Not to give the friend this chance will, I fear, strike us as a serious offense against friendship: it is shutting a door, without even listening to the plea of the one who is knocking. There are cases in which friends disagree when facing a sensitive and delicate human situation; but we should always keep in mind that human life is complex. It is conceivable that two very wise spiritual directors give different advice to someone going to them for help and advice. When a pope makes a prudential judgment, history tells us that sometimes it is wise, sometimes it is unfortunate. In such cases the future will enlighten us, but unless we have reasons to believe that this particular successor of Peter is, alas, someone betraying his mission, we should give him credit that his intentions were well meant even if unfortunate or imprudent.

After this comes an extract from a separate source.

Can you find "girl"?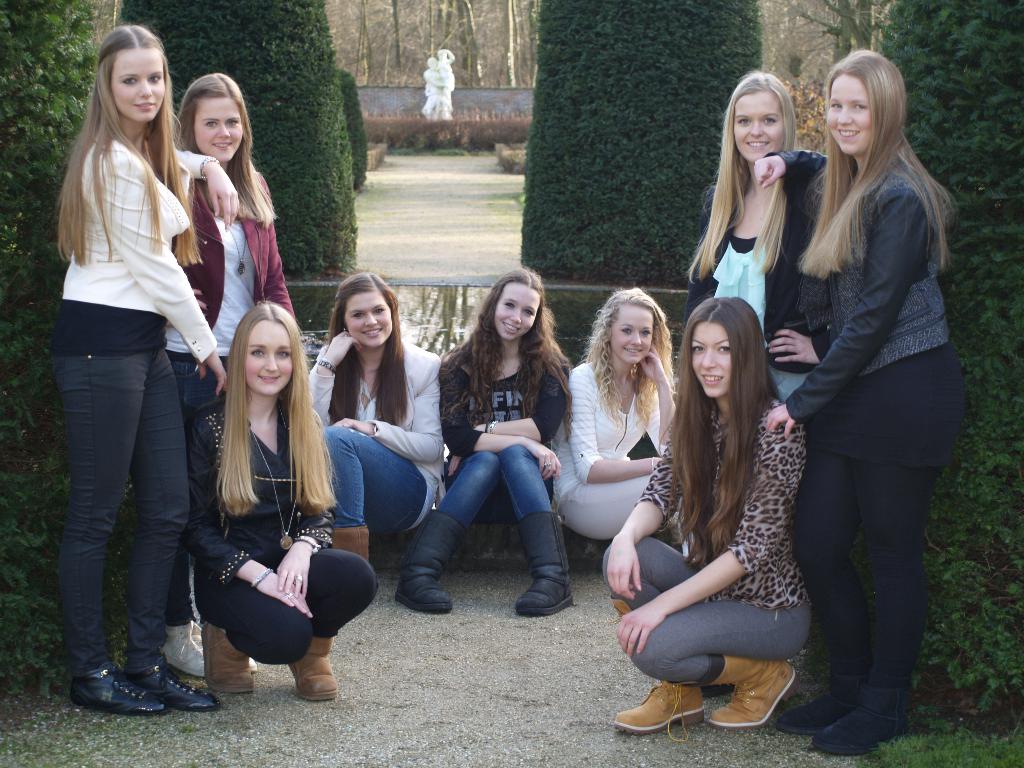
Yes, bounding box: (435, 269, 572, 616).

In his great book on love, which my husband considered to be his opus magnum together with Transformation in Christ, one of his most beautiful contributions is, to my mind, what he calls repeatedly “credit of love;” that is a lover or a true friend will give the other credit, even though his acts or decisions clash with our own. Alas, there are cases in human life when one can duplicate the words of the Gospel; “You of little faith.”

Aristotle was right; friendship should be included in an ethics, for it implies trust, forgiveness, repentance, and humility. Friendship is a precious gift that should be kept in a jewelry box.